The latest News and Information on Log Management, Log Analytics and related technologies.

Amazon: NOT OK - why we had to change Elastic licensing

We recently announced a license change: Blog, FAQ. We posted some additional guidance on the license change this morning. I wanted to share why we had to make this change. This was an incredibly hard decision, especially with my background and history around Open Source. I take our responsibility very seriously. And to be clear, this change most likely has zero effect on you, our users. It has no effect on our customers that engage with us either in cloud or on premises.

The Importance of Cloud Performance and Security Platforms

Work, education, and even many of our leisure activities have all moved on-line at an incredible pace due to current social distancing mandates. The digital backbone of the Internet and the SaaS services that drive our personal and professional lives are now foundational. Ensuring that these systems are operating optimally and securely is of paramount importance.

Kubernetes is eating the world; you can digest K8's plume

Innovation in hypervisor technology in the early 2000’s from both commercial and open source projects was the genesis for the public cloud as we know it today. Virtualization and Moore’s law, together with advances in storage technology, mobile and wireless, created a data explosion that continues to accelerate through today.

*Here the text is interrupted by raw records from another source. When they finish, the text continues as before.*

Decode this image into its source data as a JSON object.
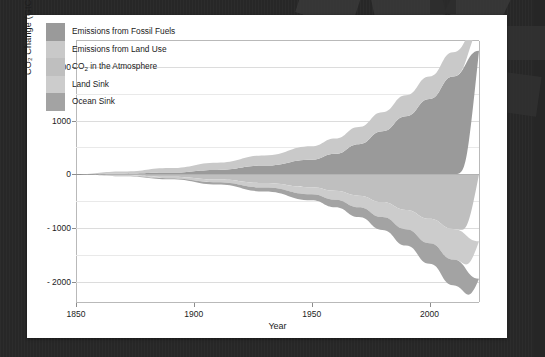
{
  "background": {
    "color": "#272727",
    "card_color": "#ffffff"
  },
  "chart_data": {
    "type": "area",
    "title": "",
    "xlabel": "Year",
    "ylabel": "CO₂ Change (GtCO₂)",
    "xlim": [
      1850,
      2021
    ],
    "ylim": [
      -2400,
      2500
    ],
    "xticks": [
      "1850",
      "1900",
      "1950",
      "2000"
    ],
    "xtick_values": [
      1850,
      1900,
      1950,
      2000
    ],
    "yticks": [
      "2000",
      "1000",
      "0",
      "- 1000",
      "- 2000"
    ],
    "ytick_values": [
      2000,
      1000,
      0,
      -1000,
      -2000
    ],
    "minor_gridlines": [
      1500,
      500,
      -500,
      -1500
    ],
    "grid": true,
    "stacked": true,
    "legend_position": "top-left",
    "x": [
      1850,
      1870,
      1890,
      1910,
      1930,
      1950,
      1960,
      1970,
      1980,
      1990,
      2000,
      2010,
      2021
    ],
    "series": [
      {
        "name": "Emissions from Fossil Fuels",
        "color": "#9a9a9a",
        "direction": "positive",
        "units": "GtCO2 cumulative",
        "values": [
          0,
          10,
          30,
          80,
          160,
          270,
          380,
          560,
          800,
          1080,
          1400,
          1820,
          2300
        ]
      },
      {
        "name": "Emissions from Land Use",
        "color": "#c9c9c9",
        "direction": "positive",
        "units": "GtCO2 cumulative",
        "values": [
          0,
          40,
          85,
          135,
          190,
          250,
          285,
          320,
          355,
          390,
          420,
          450,
          480
        ]
      },
      {
        "name": "CO₂ in the Atmosphere",
        "color": "#bfbfbf",
        "direction": "negative",
        "units": "GtCO2 cumulative",
        "values": [
          0,
          -20,
          -50,
          -100,
          -165,
          -245,
          -310,
          -400,
          -520,
          -665,
          -830,
          -1020,
          -1250
        ]
      },
      {
        "name": "Land Sink",
        "color": "#cccccc",
        "direction": "negative",
        "units": "GtCO2 cumulative",
        "values": [
          0,
          -10,
          -25,
          -50,
          -85,
          -130,
          -165,
          -215,
          -280,
          -360,
          -455,
          -570,
          -700
        ]
      },
      {
        "name": "Ocean Sink",
        "color": "#a3a3a3",
        "direction": "negative",
        "units": "GtCO2 cumulative",
        "values": [
          0,
          -8,
          -20,
          -42,
          -72,
          -112,
          -142,
          -185,
          -240,
          -305,
          -385,
          -480,
          -590
        ]
      }
    ]
  },
  "legend": {
    "items": [
      {
        "label": "Emissions from Fossil Fuels",
        "color": "#9a9a9a"
      },
      {
        "label": "Emissions from Land Use",
        "color": "#c9c9c9"
      },
      {
        "label": "CO",
        "label_sub": "2",
        "label_rest": " in the Atmosphere",
        "color": "#bfbfbf"
      },
      {
        "label": "Land Sink",
        "color": "#cccccc"
      },
      {
        "label": "Ocean Sink",
        "color": "#a3a3a3"
      }
    ]
  }
}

The Elastic SSPL licensing change & ChaosSearch: FAQs

There’s no question that Elastic has built a truly amazing company, based on the Apache 2.0 open source business model, and on the shoulders of other projects like Lucene. Last week, Elastic announced that, starting with version 7.11, Elasticsearch will now be licensed via SSPL, a license that Mongo released in 2018. So you may be wondering what this all means. Here are what we anticipate will be a few Frequently Asked Questions around this Elasticsearch licensing change.

How to Troubleshoot AWS Lambda Log Collection in Coralogix

AWS Lambda is a serverless compute service that runs your code in response to events and automatically manages the underlying compute resources for you. The code that runs on the AWS Lambda service is called Lambda functions, and the events the functions respond to are called triggers. Lambda functions are very useful for log collection (think of log arrival as a trigger), and Coralogix makes extensive use of them in its AWS integrations.

Cloud Profiler provides app performance insights, without the overhead

Do you have an application that’s a little… sluggish? Cloud Profiler, Google Cloud’s continuous application profiling tool, can quickly find poor performing code that slows your app performance and drives up your compute bill. In fact, by helping you find the source of memory leaks and other errors, Profiler has helped some of Google Cloud’s largest accounts reduce their CPU consumption by double-digit percentage points.

Multi-Cloud Archive & Restore: Azure Blob Storage and AWS S3 Support

Logz.io has recently launched its Smart Tiering solution, which gives you the flexibility to place data on different tiers to optimize cost, performance and availability. Our mission has been to make Smart Tiering a multi-cloud and multi-region service. As part of this launch, we are glad to announce that the Historical Tier now supports Microsoft Azure Blob Storage, alongside AWS S3.

Kusto: Table Joins and the Let Statement

In this article I’m going to discuss table joins and the let statement in Log Analytics. Along with custom logs, these are concepts that really had me scratching my head for a long time, and it was a little bit tricky to put all the pieces together from documentation and other people’s blog posts. Hopefully this will help anyone else out there that still has unanswered questions on one of these topics.